RSF condemns politically-motivated charge against correspondent
Reporters Without Borders is outraged to learn that Bahraini journalist Nazeeha Saeed has been charged with working as a correspondent for foreign news media without permission and calls on the authorities to stop harassing her and to allow her to continue working.
The Bahrain correspondent of France 24 and Radio Monte-Carlo Doualiya, Nazeeha Saeed went to the prosecutor’s office with her lawyer, Hameed Al Mullah, on 17 July in response to a summons without knowing what awaited her.
It was only after being interrogated that she learned that she was charged with working illegally for international media.
“We call on the authorities to stop hounding this Bahraini journalist and to let her continue working in a fully legal manner,” said Alexandra El Khazen, the head of RSF’s Middle East desk.
“We condemn the authorities’ attempts to prevent her working, firstly by imposing an unjustified and incomprehensible travel ban on her and then by accusing her of working illegally although her papers were always in order.”
Saeed is accused of working for international media without the appropriate permit from the information ministry. For the past 12 years, she has had a permit that must be renewed annually. As usual, she applied to renew it when it expired at the end of March but this year she was finally told on 20 June that the renewal had been refused because questions had supposedly been raised about her performance as a correspondent.
Saeed says that this is the first time in 12 years that she has been refused this permit. She is now facing the possibility of a fine of up to 1,000 dinars (2,400 euros).
The charge comes just over two weeks after the authorities prevented Saeed from travelling abroad without giving her any explanation.
Saeed is part of the international #FightImpunity campaign that RSF launched in November 2015 with the aim of pressuring governments to bring those responsible for crimes against journalists to justice.
Saeed has for years been fighting for justice after being tortured and humiliated by policewomen for 13 hours in 2011 in Rifa’a police station, to which she was summoned because of her coverage of pro-democracy demonstrations in Manama.
In November 2015, RSF condemned the justice ministry’s arbitrary decision not to prosecute those responsible for torturing Saeed. The ministry gave insufficient evidence as its grounds.
Around 15 journalists and bloggers are currently detained in the Kingdom of Bahrain, which is ranked 162nd out of 180 countries in RSF’s 2016 World Press Freedom Index.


**WHAT IS EXPECTED**
Make a verbatim copy of all the records. Skip every image.

===============

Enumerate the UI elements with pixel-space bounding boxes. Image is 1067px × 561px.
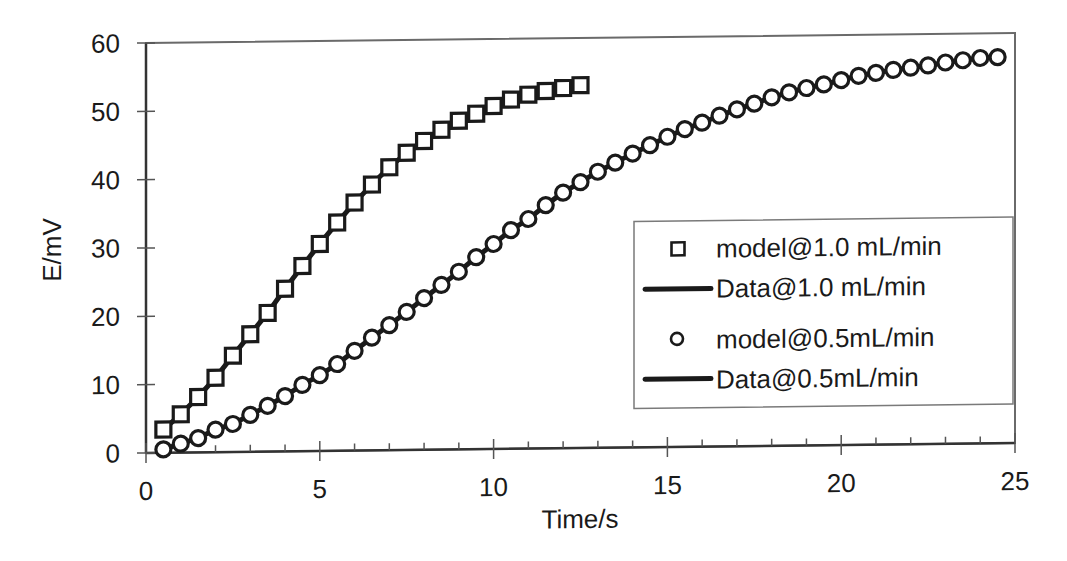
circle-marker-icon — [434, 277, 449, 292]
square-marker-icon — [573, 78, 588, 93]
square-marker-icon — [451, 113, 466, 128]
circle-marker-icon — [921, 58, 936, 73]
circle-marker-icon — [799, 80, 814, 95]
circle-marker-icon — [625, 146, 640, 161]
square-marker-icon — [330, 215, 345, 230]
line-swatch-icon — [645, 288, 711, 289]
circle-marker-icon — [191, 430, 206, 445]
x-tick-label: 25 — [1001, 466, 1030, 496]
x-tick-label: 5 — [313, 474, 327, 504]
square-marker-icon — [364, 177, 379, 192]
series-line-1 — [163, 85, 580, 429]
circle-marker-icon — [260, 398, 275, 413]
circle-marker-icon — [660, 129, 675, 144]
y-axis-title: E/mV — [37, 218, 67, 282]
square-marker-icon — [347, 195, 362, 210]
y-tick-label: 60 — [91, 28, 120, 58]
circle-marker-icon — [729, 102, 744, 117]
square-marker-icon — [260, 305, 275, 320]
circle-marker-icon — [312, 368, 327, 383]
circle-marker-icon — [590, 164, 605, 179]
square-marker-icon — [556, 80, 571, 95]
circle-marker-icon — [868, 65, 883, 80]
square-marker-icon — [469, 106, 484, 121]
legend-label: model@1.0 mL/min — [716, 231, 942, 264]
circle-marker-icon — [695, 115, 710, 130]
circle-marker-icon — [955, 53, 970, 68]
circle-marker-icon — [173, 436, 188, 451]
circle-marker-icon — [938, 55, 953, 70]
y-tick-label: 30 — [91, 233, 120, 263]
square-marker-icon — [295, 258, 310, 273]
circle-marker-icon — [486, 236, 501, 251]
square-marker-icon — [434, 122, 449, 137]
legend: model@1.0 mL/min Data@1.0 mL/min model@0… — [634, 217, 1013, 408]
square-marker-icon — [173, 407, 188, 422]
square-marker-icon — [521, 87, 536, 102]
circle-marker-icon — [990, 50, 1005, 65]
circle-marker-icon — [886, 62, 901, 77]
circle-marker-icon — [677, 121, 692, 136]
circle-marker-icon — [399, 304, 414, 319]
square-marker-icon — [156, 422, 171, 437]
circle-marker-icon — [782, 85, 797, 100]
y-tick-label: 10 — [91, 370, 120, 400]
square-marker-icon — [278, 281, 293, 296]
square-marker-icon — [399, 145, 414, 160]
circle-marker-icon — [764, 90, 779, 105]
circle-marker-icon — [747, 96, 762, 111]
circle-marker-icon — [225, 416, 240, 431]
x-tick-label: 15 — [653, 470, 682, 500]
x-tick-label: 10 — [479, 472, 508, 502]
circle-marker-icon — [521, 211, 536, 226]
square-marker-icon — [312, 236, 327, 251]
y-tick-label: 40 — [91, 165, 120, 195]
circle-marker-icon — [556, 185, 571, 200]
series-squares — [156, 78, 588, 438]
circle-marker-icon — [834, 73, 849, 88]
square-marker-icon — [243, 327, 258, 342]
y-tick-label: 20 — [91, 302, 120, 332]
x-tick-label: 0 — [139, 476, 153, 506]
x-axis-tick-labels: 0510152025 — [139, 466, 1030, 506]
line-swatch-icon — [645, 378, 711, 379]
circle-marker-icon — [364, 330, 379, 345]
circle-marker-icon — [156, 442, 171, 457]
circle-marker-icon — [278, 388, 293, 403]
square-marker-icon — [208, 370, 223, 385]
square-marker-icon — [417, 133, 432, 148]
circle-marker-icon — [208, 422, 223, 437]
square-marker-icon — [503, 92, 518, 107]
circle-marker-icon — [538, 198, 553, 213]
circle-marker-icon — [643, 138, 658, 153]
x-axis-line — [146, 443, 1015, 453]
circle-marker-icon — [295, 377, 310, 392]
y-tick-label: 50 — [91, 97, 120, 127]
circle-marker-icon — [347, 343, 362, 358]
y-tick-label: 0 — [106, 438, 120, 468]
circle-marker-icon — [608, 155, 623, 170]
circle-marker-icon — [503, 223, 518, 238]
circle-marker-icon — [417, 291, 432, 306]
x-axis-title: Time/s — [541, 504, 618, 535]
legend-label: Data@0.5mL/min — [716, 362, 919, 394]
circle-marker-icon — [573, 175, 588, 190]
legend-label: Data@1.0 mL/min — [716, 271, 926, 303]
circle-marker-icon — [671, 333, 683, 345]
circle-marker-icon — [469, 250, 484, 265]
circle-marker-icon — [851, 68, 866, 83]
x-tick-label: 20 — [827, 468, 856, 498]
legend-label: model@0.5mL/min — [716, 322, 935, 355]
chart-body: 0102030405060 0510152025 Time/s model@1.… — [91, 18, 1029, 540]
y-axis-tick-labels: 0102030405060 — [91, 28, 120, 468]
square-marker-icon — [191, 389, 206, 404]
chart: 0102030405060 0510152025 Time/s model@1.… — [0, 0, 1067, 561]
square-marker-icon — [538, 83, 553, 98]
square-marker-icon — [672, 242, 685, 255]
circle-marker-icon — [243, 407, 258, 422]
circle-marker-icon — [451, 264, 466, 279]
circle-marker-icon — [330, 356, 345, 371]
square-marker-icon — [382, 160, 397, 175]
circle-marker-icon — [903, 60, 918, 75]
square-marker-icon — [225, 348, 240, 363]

===============

**ANSWER BOX**
Enumerate the UI elements with pixel-space bounding boxes. Image is 1067px × 561px.
circle-marker-icon — [434, 277, 449, 292]
square-marker-icon — [573, 78, 588, 93]
square-marker-icon — [451, 113, 466, 128]
circle-marker-icon — [921, 58, 936, 73]
circle-marker-icon — [799, 80, 814, 95]
circle-marker-icon — [625, 146, 640, 161]
square-marker-icon — [330, 215, 345, 230]
line-swatch-icon — [645, 288, 711, 289]
circle-marker-icon — [191, 430, 206, 445]
x-tick-label: 25 — [1001, 466, 1030, 496]
x-tick-label: 5 — [313, 474, 327, 504]
square-marker-icon — [364, 177, 379, 192]
series-line-1 — [163, 85, 580, 429]
circle-marker-icon — [260, 398, 275, 413]
circle-marker-icon — [660, 129, 675, 144]
y-axis-title: E/mV — [37, 218, 67, 282]
square-marker-icon — [347, 195, 362, 210]
y-tick-label: 60 — [91, 28, 120, 58]
circle-marker-icon — [729, 102, 744, 117]
square-marker-icon — [260, 305, 275, 320]
circle-marker-icon — [312, 368, 327, 383]
circle-marker-icon — [590, 164, 605, 179]
square-marker-icon — [556, 80, 571, 95]
circle-marker-icon — [868, 65, 883, 80]
square-marker-icon — [469, 106, 484, 121]
legend-label: model@1.0 mL/min — [716, 231, 942, 264]
circle-marker-icon — [695, 115, 710, 130]
circle-marker-icon — [955, 53, 970, 68]
circle-marker-icon — [173, 436, 188, 451]
circle-marker-icon — [938, 55, 953, 70]
y-tick-label: 30 — [91, 233, 120, 263]
square-marker-icon — [295, 258, 310, 273]
circle-marker-icon — [486, 236, 501, 251]
square-marker-icon — [434, 122, 449, 137]
legend: model@1.0 mL/min Data@1.0 mL/min model@0… — [634, 217, 1013, 408]
square-marker-icon — [173, 407, 188, 422]
square-marker-icon — [521, 87, 536, 102]
circle-marker-icon — [990, 50, 1005, 65]
circle-marker-icon — [886, 62, 901, 77]
circle-marker-icon — [677, 121, 692, 136]
circle-marker-icon — [399, 304, 414, 319]
square-marker-icon — [156, 422, 171, 437]
circle-marker-icon — [782, 85, 797, 100]
y-tick-label: 10 — [91, 370, 120, 400]
square-marker-icon — [278, 281, 293, 296]
square-marker-icon — [399, 145, 414, 160]
circle-marker-icon — [764, 90, 779, 105]
circle-marker-icon — [747, 96, 762, 111]
circle-marker-icon — [225, 416, 240, 431]
x-tick-label: 15 — [653, 470, 682, 500]
x-tick-label: 10 — [479, 472, 508, 502]
circle-marker-icon — [521, 211, 536, 226]
square-marker-icon — [312, 236, 327, 251]
y-tick-label: 40 — [91, 165, 120, 195]
circle-marker-icon — [556, 185, 571, 200]
series-squares — [156, 78, 588, 438]
circle-marker-icon — [834, 73, 849, 88]
square-marker-icon — [243, 327, 258, 342]
y-tick-label: 20 — [91, 302, 120, 332]
x-tick-label: 0 — [139, 476, 153, 506]
x-axis-tick-labels: 0510152025 — [139, 466, 1030, 506]
line-swatch-icon — [645, 378, 711, 379]
circle-marker-icon — [364, 330, 379, 345]
circle-marker-icon — [156, 442, 171, 457]
circle-marker-icon — [278, 388, 293, 403]
square-marker-icon — [208, 370, 223, 385]
square-marker-icon — [417, 133, 432, 148]
circle-marker-icon — [208, 422, 223, 437]
square-marker-icon — [503, 92, 518, 107]
circle-marker-icon — [538, 198, 553, 213]
circle-marker-icon — [643, 138, 658, 153]
x-axis-line — [146, 443, 1015, 453]
circle-marker-icon — [295, 377, 310, 392]
y-tick-label: 50 — [91, 97, 120, 127]
circle-marker-icon — [347, 343, 362, 358]
y-tick-label: 0 — [106, 438, 120, 468]
circle-marker-icon — [608, 155, 623, 170]
circle-marker-icon — [503, 223, 518, 238]
circle-marker-icon — [417, 291, 432, 306]
x-axis-title: Time/s — [541, 504, 618, 535]
legend-label: Data@0.5mL/min — [716, 362, 919, 394]
circle-marker-icon — [573, 175, 588, 190]
legend-label: Data@1.0 mL/min — [716, 271, 926, 303]
circle-marker-icon — [671, 333, 683, 345]
circle-marker-icon — [469, 250, 484, 265]
circle-marker-icon — [851, 68, 866, 83]
x-tick-label: 20 — [827, 468, 856, 498]
legend-label: model@0.5mL/min — [716, 322, 935, 355]
chart-body: 0102030405060 0510152025 Time/s model@1.… — [91, 18, 1029, 540]
y-axis-tick-labels: 0102030405060 — [91, 28, 120, 468]
square-marker-icon — [191, 389, 206, 404]
chart: 0102030405060 0510152025 Time/s model@1.… — [0, 0, 1067, 561]
square-marker-icon — [538, 83, 553, 98]
square-marker-icon — [672, 242, 685, 255]
circle-marker-icon — [243, 407, 258, 422]
circle-marker-icon — [451, 264, 466, 279]
circle-marker-icon — [330, 356, 345, 371]
square-marker-icon — [382, 160, 397, 175]
circle-marker-icon — [903, 60, 918, 75]
square-marker-icon — [225, 348, 240, 363]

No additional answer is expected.